How to find the real cause of memory warning and how to resolve in iOS app

两盒软妹~` 提交于 2019-12-05 01:13:01

In WWDC 2012 Session 242 iOS App Performance: Memory,Apple introduce a way to detect memory problem with Allocations template of Instruments,start from 31 minutes.

1.


Apple suggests push pop repeatedly before take a snapshot of the heap,I prefer push pop just once.

The Snapshot button is Named "Mark Generation"

You should take Snapshot multiple times.

2.

If your memory grow between each Snapshot,You can dig into one of the snapshot except the first one.

Sort the objects by Persitent,you probably has seen your problem ViewController (if you only push pop once).Or you can just search for it.

3.Now you can dig into the call tree ,find and fix the problems.

4.You can use this technique not just for push pop viewControllers,but also scrolling in a tableView ,perform a databaseSearch and any other cases.

Try Infer it may helpfull, it reports memory leak problems in iOS and C code.

A static analyzer in deployment at Facebook, where it is used as part of the development process for mobile apps. Infer targets critical bugs such as null pointer exceptions, resource leaks and memory leaks — problems which lead to crashes or performance degradation in apps.

It looks like some object in your app is not being released, probably due to a retain cycle. Check all references to delegates are weak references. Also check blocks and ensure a strong reference to self is not captured in a block. If Object A keeps a strong reference to Object B, then passes a block containing a strong reference to self to object B, both objects are potentially locked in a retain cycle. Use this syntax to pass a weak reference to self:

 __weak typeof(self)weakSelf = self;

[doSomethingWithBlock:^() {
    __strong typeof(weakSelf)strongSelf = weakSelf;
    if (!strongSelf) {
        return;
    }
    [strongSelf doSomething];}];

in Swift do this:

someObject.doSomething() { [weak self] in
                    self?.doSomething()
                }

or use [unowned self] - both create a weak reference to self, in the case of [weak self], self is optional

To ensure all your objects are deallocated as expected, put a log statement in your dealloc / deinit functions and check they are really being called.

Wolverine,

Not saying this is an absolute answer to your question, but might provide you some hint to resolve the problem.

My Case :

Today morning while debugging the memory crash just as your's in one of my chat application I came accross a similar scenario. I am using SDWebImage as well to cache and load the images for the subsequent usages.

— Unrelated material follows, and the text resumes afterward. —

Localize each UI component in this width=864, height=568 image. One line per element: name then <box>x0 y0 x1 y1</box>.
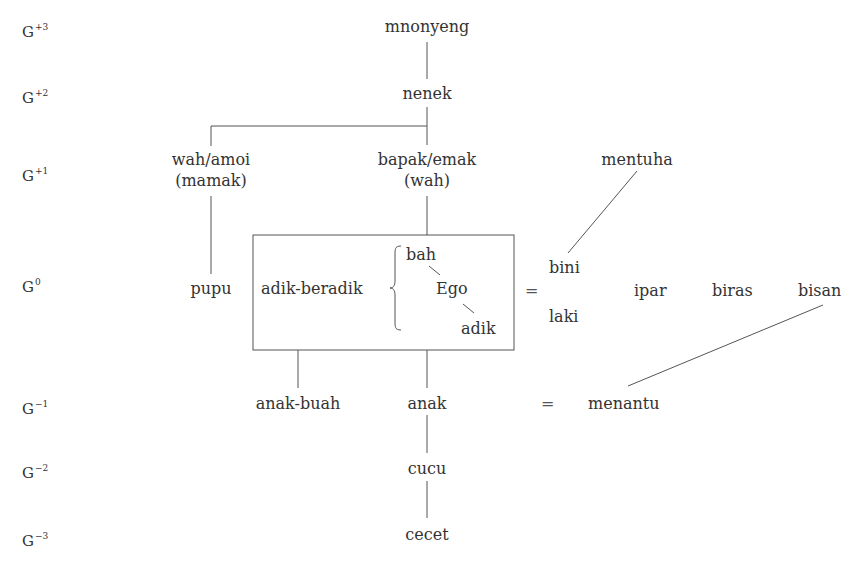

Initial observations made me believe that it is the crash because of SDWebImage. Soon I realized that crach was rather because of a very simple issue.

I had never tested whether my viewController's dealloc is getting called or not. On putting a breakpoint in dealloc I realized dealloc was never being called (for various reasons which I resolved now).

As in your case, my chatViewController though not loading 100's of images used to load 8 - 10 images at a time and crash started appearing when I used panorama images rather then normal Images.

Conclusion :

  1. My viewController had strong reference to UIImageView which was loading heavy images and as dealloc was never called for my ViewController all the loaded images were never realesed which resulted in memory crash.

  2. As I was loading heavy images I was performing several calculations to reduce the size of image. Most of the calculations involved repeated creation of image from NSData using UIImageJPEGRepresentation. Repeated allocation of data and image holder variable added to memory consumption of the app.

  3. As my ViewController involved number of API calls, I had created a singleton reference service class to which I used to pass complitionblocks and unknwingly I had used self inside the completionblocks passed to the methods. Which actually contributed to ARC reference count increment and never let my view controller to get deallocate.

Way to Debug

  1. As you have already mentioned in your question that you are loading loads of images in your ViewController make sure the viewController gets deallocated properly and releases all the memory loaded by all the ImageView's present in ViewController.

  2. If your ViewController's dealloc is not getting called then as just a way to test (remember not a solution) in viewWillAppear set all the imageView's image property to nil and forcefully clear the memory loaded.

  3. If ViewController dealloc not getting called turns out to be the culprit, try finding where you are sending self as strong reference. If found try using weak self.

I know its not a absolute answer to your question. Just sharing my experience with you. Hope this will atleast give you hint to solve yours.